Angela Heisch at Pippy Houldsworth Gallery

Highs don’t always have to be speedy or trippy—or so Angela Heisch purports with her new body of paintings on view in the exhibition “Low Speed Highs.” These abstract, oil-on-linen canvases give rise to a symphony of planetary spheres nestled within sweeping curves. Throughout these otherworldly visions, the artist’s sharp lines and precise compositions use light and shadow to establish an architectural resonance that speaks to the history of Metaphysical painting and its penchant for allegory. (Think Giorgio de Chirico’s shadowy archways and piazzas, or Carlo Carrà’s dreamlike environments.) A Break in the Clouds (all works cited, 2022) is rich with ochre hues from what could be a blazing sun seen from a skylight or the titular clearing. From another perspective, the painting suggests a crepuscular horizon line, accessible if you could only step into the trompe l’oeil space and navigate a hall of dark purple. In Floating Density, a bronzed orange softly blends against shades of moss green, rendering a hovering oval mass that seems to twist back on itselflike a Möbius strip.

The evocation of movement is key to this group of works; Heisch’s largest paintings to date, they clearly propose a relationship to the viewer’s body. From the baroque volutes that whip our eyes around in circles, to the rhythmic playground of repeated forms, to the wispy lines of pale pink and milky white that tenderly billow like balloon strings, these pictures will us to leave reality, to imagine sliding down spirals, passing through prisms, soaring into space, and drifting through celestial gases. Go on . . . take a hit.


Would you set down the complete data below, exactly as shown?

━━━━━━━━━━

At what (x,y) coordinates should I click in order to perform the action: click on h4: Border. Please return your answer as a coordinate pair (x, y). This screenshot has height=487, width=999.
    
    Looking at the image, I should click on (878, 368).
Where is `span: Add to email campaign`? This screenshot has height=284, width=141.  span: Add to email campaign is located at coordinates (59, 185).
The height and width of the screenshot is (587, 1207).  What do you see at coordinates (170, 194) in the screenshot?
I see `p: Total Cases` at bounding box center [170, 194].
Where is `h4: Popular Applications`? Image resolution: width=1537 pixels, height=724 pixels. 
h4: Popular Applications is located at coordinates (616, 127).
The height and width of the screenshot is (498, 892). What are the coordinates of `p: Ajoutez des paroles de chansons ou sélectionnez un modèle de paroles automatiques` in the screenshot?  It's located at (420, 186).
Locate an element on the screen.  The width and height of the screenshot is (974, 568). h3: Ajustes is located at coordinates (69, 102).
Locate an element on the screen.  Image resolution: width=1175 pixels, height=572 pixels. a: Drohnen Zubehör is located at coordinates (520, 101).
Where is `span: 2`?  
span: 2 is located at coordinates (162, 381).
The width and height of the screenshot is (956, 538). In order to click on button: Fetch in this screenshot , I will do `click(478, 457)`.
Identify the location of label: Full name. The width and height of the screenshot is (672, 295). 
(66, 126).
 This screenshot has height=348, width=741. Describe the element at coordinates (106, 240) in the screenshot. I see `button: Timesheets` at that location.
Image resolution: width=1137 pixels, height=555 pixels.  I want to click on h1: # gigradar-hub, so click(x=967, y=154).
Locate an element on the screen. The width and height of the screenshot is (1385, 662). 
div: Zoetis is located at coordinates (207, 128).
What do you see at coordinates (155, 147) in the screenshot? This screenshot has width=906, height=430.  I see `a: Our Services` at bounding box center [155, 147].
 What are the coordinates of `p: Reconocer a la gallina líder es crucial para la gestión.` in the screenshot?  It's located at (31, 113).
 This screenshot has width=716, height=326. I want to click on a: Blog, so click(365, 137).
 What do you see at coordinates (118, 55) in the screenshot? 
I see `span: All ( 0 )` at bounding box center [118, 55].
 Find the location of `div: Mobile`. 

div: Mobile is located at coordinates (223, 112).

━━━━━━━━━━

§ **WRITTEN ANSWER**
At what (x,y) coordinates should I click in order to perform the action: click on h4: Border. Please return your answer as a coordinate pair (x, y). This screenshot has height=487, width=999.
    
    Looking at the image, I should click on (878, 368).
Where is `span: Add to email campaign`? This screenshot has height=284, width=141.  span: Add to email campaign is located at coordinates (59, 185).
The height and width of the screenshot is (587, 1207).  What do you see at coordinates (170, 194) in the screenshot?
I see `p: Total Cases` at bounding box center [170, 194].
Where is `h4: Popular Applications`? Image resolution: width=1537 pixels, height=724 pixels. 
h4: Popular Applications is located at coordinates (616, 127).
The height and width of the screenshot is (498, 892). What are the coordinates of `p: Ajoutez des paroles de chansons ou sélectionnez un modèle de paroles automatiques` in the screenshot?  It's located at (420, 186).
Locate an element on the screen.  The width and height of the screenshot is (974, 568). h3: Ajustes is located at coordinates (69, 102).
Locate an element on the screen.  Image resolution: width=1175 pixels, height=572 pixels. a: Drohnen Zubehör is located at coordinates (520, 101).
Where is `span: 2`?  
span: 2 is located at coordinates (162, 381).
The width and height of the screenshot is (956, 538). In order to click on button: Fetch in this screenshot , I will do `click(478, 457)`.
Identify the location of label: Full name. The width and height of the screenshot is (672, 295). 
(66, 126).
 This screenshot has height=348, width=741. Describe the element at coordinates (106, 240) in the screenshot. I see `button: Timesheets` at that location.
Image resolution: width=1137 pixels, height=555 pixels.  I want to click on h1: # gigradar-hub, so click(x=967, y=154).
Locate an element on the screen. The width and height of the screenshot is (1385, 662). 
div: Zoetis is located at coordinates (207, 128).
What do you see at coordinates (155, 147) in the screenshot? This screenshot has width=906, height=430.  I see `a: Our Services` at bounding box center [155, 147].
 What are the coordinates of `p: Reconocer a la gallina líder es crucial para la gestión.` in the screenshot?  It's located at (31, 113).
 This screenshot has width=716, height=326. I want to click on a: Blog, so click(365, 137).
 What do you see at coordinates (118, 55) in the screenshot? 
I see `span: All ( 0 )` at bounding box center [118, 55].
 Find the location of `div: Mobile`. 

div: Mobile is located at coordinates (223, 112).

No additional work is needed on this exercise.